One of Russia’s radical reofrms during the Gorbachev years was Yuri Afanasyev, an historian and outspoken crusader for exposing the truth about the Stalinist era. In 1988 he was elected to the executive councile of the Memorial Society, which had grown from a grassroots movement to buil a monument honoring the victimes of Stalin’s terror into a nationwide organization advocating radical de-Stalinization of the Soviet system. In 1989, he was elected to the Congress of People’s Deputies. He presently serves as Rector of the Moscow State Histsorical Archive Institute and is an astute observer of Russian life.
In an article whose thesis is clearly laid out in the title “Russian Reform Is Dead,” Afanasyev asserts that “now it is clear that there will be no reforms, not even bad ones.” He argues that President Boris Yeltsin “has become merely decorative.” His essay concludes with this statement: “Now is not the first time reforms have been halted not only by the evil intentions of those in power but by three social forces that predominate in Russia. In production, the driving force is the military-industrial complex … The second force is the collective peasantry, debased and used to a parasitic lifestyle, thievery
The Road to Change in Russia Will Be a Rocky One
The political paralysis which Afanasyev identifies is matched by a continuing economic crisis which shows little sign of abating. In 1993, there was a 12% drop in GDP (gross domestic production) in Russia, a 16.3% drop in industrial production, and an 880.8% increase in consumer prices between December 1992 and December 1993. In February 1993, the rouble exchange rate was 576 per dollar; on year later, in February 1994, the exchange rate was 1585 roubles per dollar (Source: The Economist, February 26, 1994, p. 114).
Yet despite discouraging political and economic signs, some analysts are still hopeful. Blair A. Ruble, Director of the Kennan Institute for Advanced Russian Studies, made this observation: “In the end, the pessimists remain convinced that the democratic and market experiments now taking place in Russia are doomed to failure because they have never succeeded in the past … But the very volatility of the current moment suggests that other outcomes are, indeed, possible
Russian Humor Eases the Pain
This debate between optimists and pessimists, who seem to be in the majority, has spawned a joke in Russia which I have been told many times by my Russian friends. What’s the difference between a pessimist and an optimist in Russia? A pessimist is someone who says “Things are terrible and are so bad that our crisis can’t get any worse!” An optimist is someone who says, “Oh yes it can!” Even in the difficulties of the post-Communist transition, Russians find ways of joking about their predicament in order to survive the harsh realities in which they find themselves.

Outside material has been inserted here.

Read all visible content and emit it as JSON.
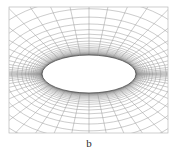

The Crisis in Both the East and the West
Aleksandr Solzhenitsyn, Russia’s Nobel Prize-winning author and contemporary prophet, has vividly described his country’s plight with these words: “Having lived through these 70 lethal years inside Communism’s iron shell, we are crawling out, though barely alive. A new age has clearly bgu, both for Russia and the whole world. Russia lies utterly ravaged and poisoned; its people are in a state of unprecedented humiliation, and are on the brink of perishing physically, perhaps even biologically.
But Solzhenitsyn’s analysis does not stop with Russia’s crisis. He continues: “Alas, at a time of an unprecedented rise in the material benefits of civilization and the ever-improving standards of living, the West, too, has been undergoing
Solzhenitsyn’s observations once again remind me that events in Eastern Europe and Russia can serve as parables for the West. The price being paid by the victims of Marxism-Leninism is the same price that will be paid by others who commit themselves to an ideology grounded in the belief that man is the measure of all things and tha tthere is no higher task than the attainment of happiness on earth.
As Solzhenitsyn noted in his famous Harvard Commencement Address in 1978, “We have placed too much hope in politics and social reform, only to find out that we were being deprived of our most precious possession: our spiritual life. It is trampled by the party mob in the East, by the commercial one in the West.”